By Charles Carter, 13/10/22

Live human and mouse neurons integrated with a silicon electrode array in a petri dish have learned to play the video game Pong.

The DishBrain innovation comes from Australian startup Cortical Labs with their findings recently published in the journal Neuron.

How does it work?

Embryonic mouse or human brain cells (neurons) are placed in a nutrient rich culture layered on top of a multi-electrode array and allowed to grow for up to 90 days.

The array is connected to a computer with a simulation of the Pong video game running.

The computer records electrical signals from the neurons which direct the Pong paddle and the result is fed back to the neurons through electrical stimulation.

When the undesired behaviour occurs – the paddle missing the ball – a random input is fed to the neurons. This takes the form of a 150mV voltage at 5Hz for 4 seconds across a random set of electrodes. 

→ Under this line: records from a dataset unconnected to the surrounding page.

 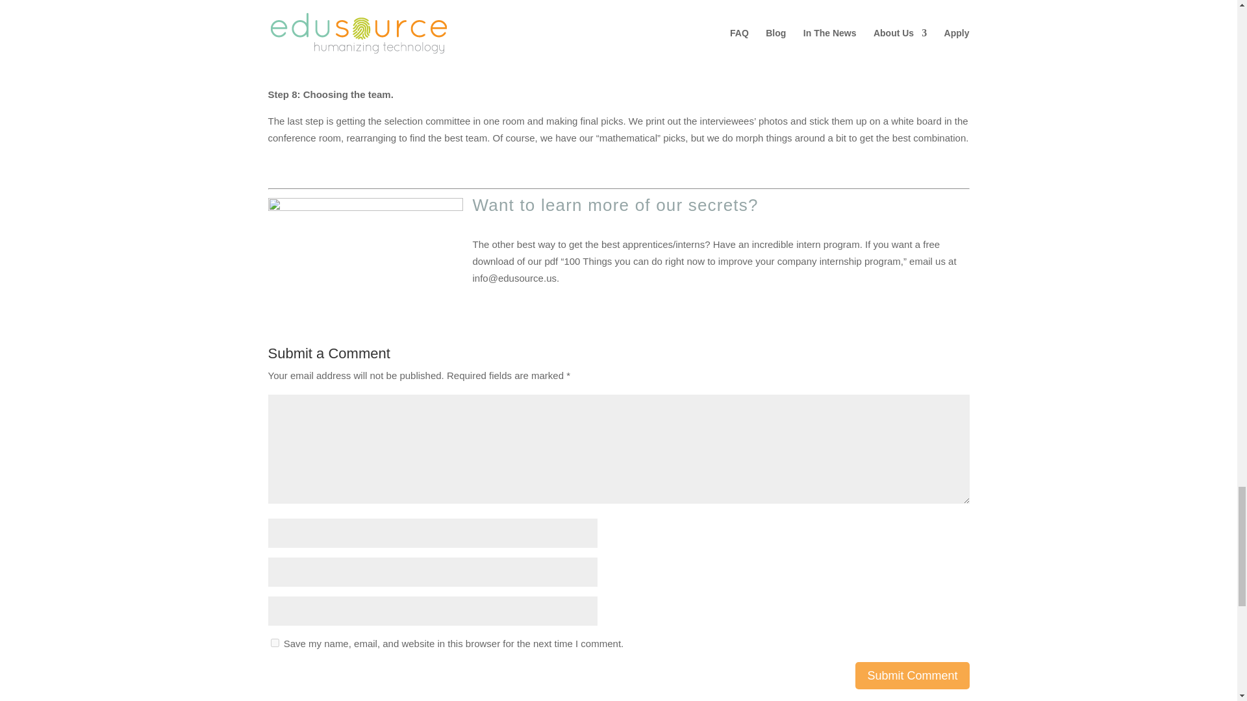 I want to click on yes, so click(x=274, y=643).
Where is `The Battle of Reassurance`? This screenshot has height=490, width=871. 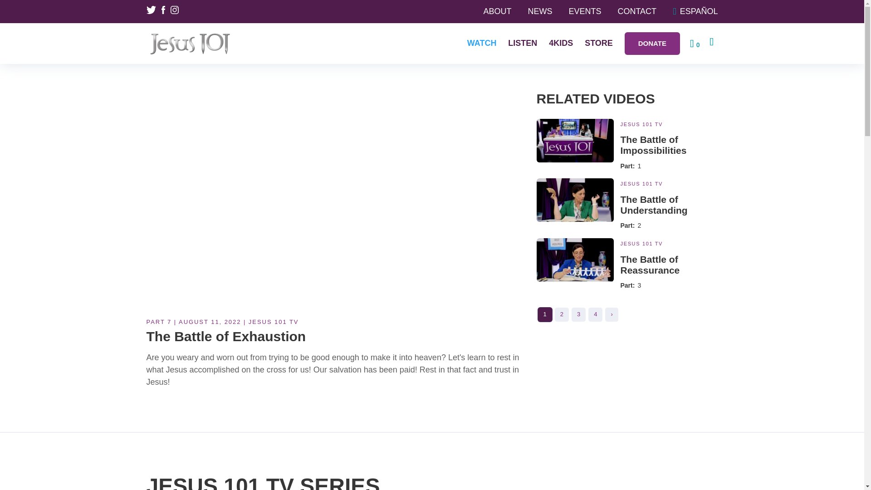
The Battle of Reassurance is located at coordinates (650, 265).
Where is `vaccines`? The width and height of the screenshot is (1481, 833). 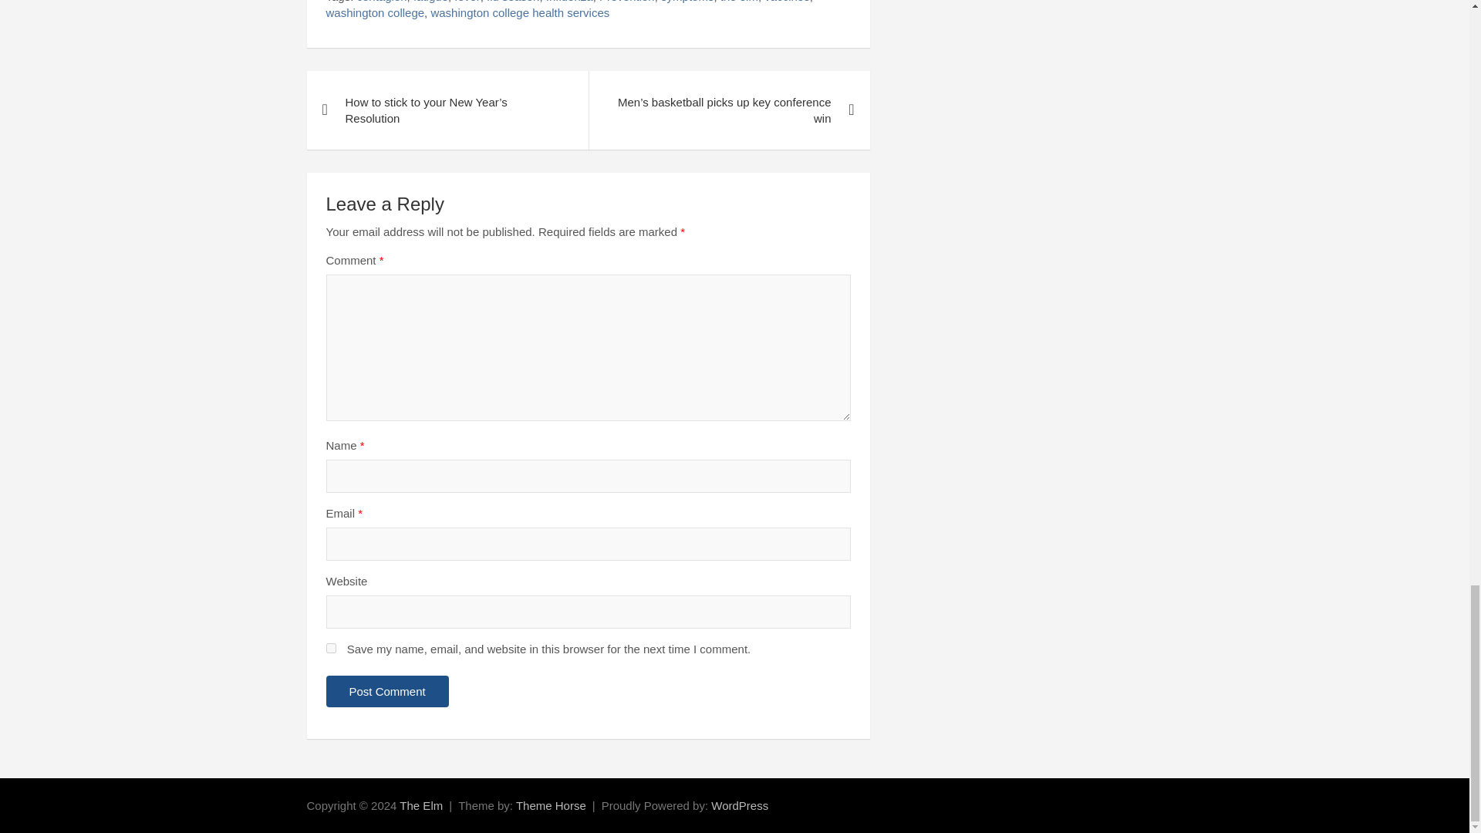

The self-organising system of neurons will always try to minimise the gap between what it predicts its sensor inputs will be and what it observes. This is called the free energy principle. 

Because it can’t predict the electrical feedback when it misses, it learns to avoid that eventuality.

Different DishBrain setups played 486 sessions of Pong altogether over 3 days with some showing learning through an increase in the average length of rally.

What are the potential benefits?

Cortical Labs terms what they have created with DishBrain, Synthetic Biological Intelligence (SBI).

Integrating ‘wetware’ or live cellular neural networks with digital computing hardware could accelerate the performance of A.I. over the coming decades.

This is due to the inherent efficiency and evolutionary advantage of leveraging cognitive biological systems.

Questions for you. Comment below

  1. First thought that comes into your head?
  2. Pros and cons according to you?
  3. Other applications of this approach?
  4. What could this be combined with?

Links

https://www.scienceinpublic.com.au/corticallabs/dishbrain#more-27309

https://www.cell.com/neuron/fulltext/S0896-6273(22)00806-6

You may also be curious about:

Leave a Reply

Your email address will not be published. Required fields are marked *

Subscribe to our weekly newsletter

Recieve the latest innovation, emerging tech, research, science and engineering news from Superinnovators.